Since mid-2016 NetApp has proven the technology vendor axiom: If you can’t ignore it, you have to embrace it. (Is that really an axiom? It is now!) The very trends that were killing NetApp were embraced and are now fueling growth.

Data Fabric was an embrace of another disruptive trend — software defined storage. Here NetApp also struggled at first, when it introduced the form in version 8 of its Data ONTAP operating system. But they were on the right track. Abstraction is the future, not the past. This is not polyester.

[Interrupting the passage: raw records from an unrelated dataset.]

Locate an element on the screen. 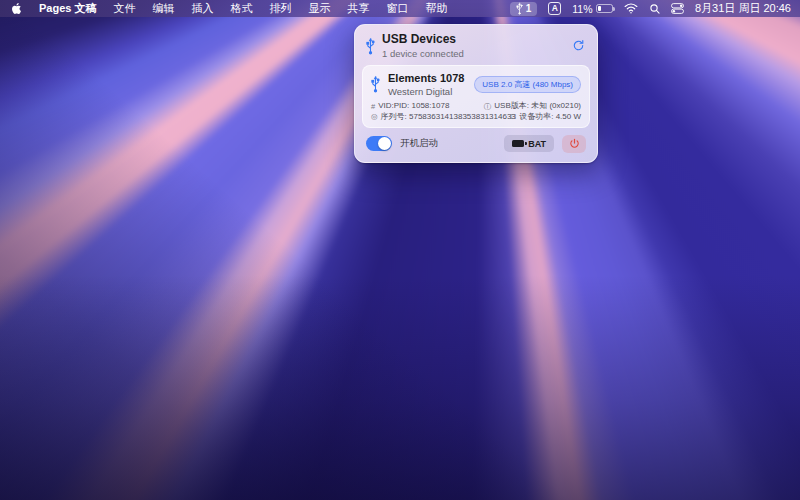 Image resolution: width=800 pixels, height=500 pixels. popover-header: USB Devices 1 device connected is located at coordinates (476, 45).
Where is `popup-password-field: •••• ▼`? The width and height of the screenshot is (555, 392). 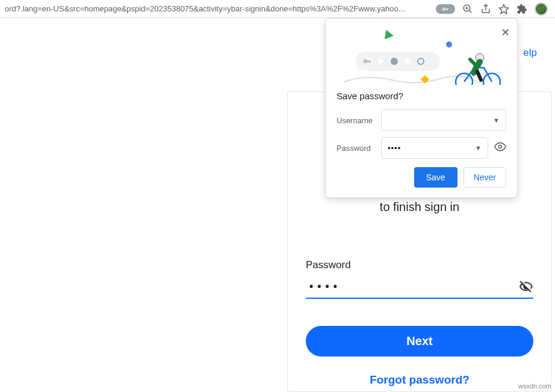 popup-password-field: •••• ▼ is located at coordinates (435, 148).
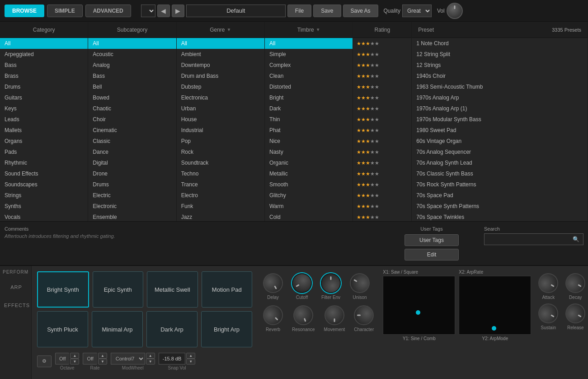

Final note, another disruptive Phase 3 trend not mentioned above is public cloud storage. Here again NetApp has embraced the future. It has had a relationship with Amazon Web Services (AWS) for several years (beginning when NetApp started collocating their storage arrays in AWS data centers). Current offerings (on Amazon and Azure public clouds) include Cloud Volumes (Network File Services [NFS] on public clouds), Cloud ONTAP, Cloud Sync, and Cloud Backup.

Recommendations

The basic recommendation here is that if you are looking to acquire storage — either traditional external array, converged systems, or hyperconverged systems — NetApp is a legitimate competitor for your short list. Here are three considerations:

  1. Disruption will continue.
    I’ve put away my NetApp obituary for now but that does not mean that the churn in the storage market has ended. It will continue. NetApp has succeeded so far in avoiding becoming a victim of these major changes. In fact, they have profited from it. In Europe NetApp ran a successful “Run from EMC” campaign to entice EMC customers uneasy with the Dell acquisition. They have since broadened that to a “Run to Netapp” campaign to go after other vendors such as HPE.
  2. How do you like your NetApp?
    Over the years I’ve encountered many NetApp fans and also some that were anxious to move on. This is still NetApp. Past experience should be an input into future acquisitions. I’m sure there are loyal customers that just wanted to consider HCI (and suddenly the phone would ring from Nutanix. It was kind of spooky).NetApp calls its products based on newer technologies “Strategic”. The “old NetApp”, that five-year-old array you are looking to replace, is part of its “Mature” product line. Currently Strategic products account for 70% of revenue while Mature comprise the remaining 30%.
  3. NetApp HCI quacks like a duck.
    Some claim that NetApp HCI isn’t “real” hyperconvergence. Strictly speaking, HCI is defined by abstracted storage and processing in one appliance unit. The system scales individual units when they are clustered. NetApp’s approach is to put different processing and storage nodes in one box (there is room for four nodes). The processing nodes are servers running VMware. The storage nodes are flash arrays running SolidFire’s operating system. NetApp argues that this approach is more flexible and addresses a limitation of HCI (What if your storage and processing are growing at different rates?). Functionally this is HCI even if technically it isn’t. If it walks like a duck and quacks like a duck . . .

Bottom Line

Though definitely late to the party, NetApp has managed to weather the storms of hyperconvergence, flash storage, software defined, and cloud. Rather than being crushed or marginalized by these trends, it has managed to embrace change. While the whole storage industry remains in disruption (and some say decline), NetApp has performed better than any of the other ‘usual suspect’ top line enterprise storage vendors (IBM, HPE, Dell, Hitachi).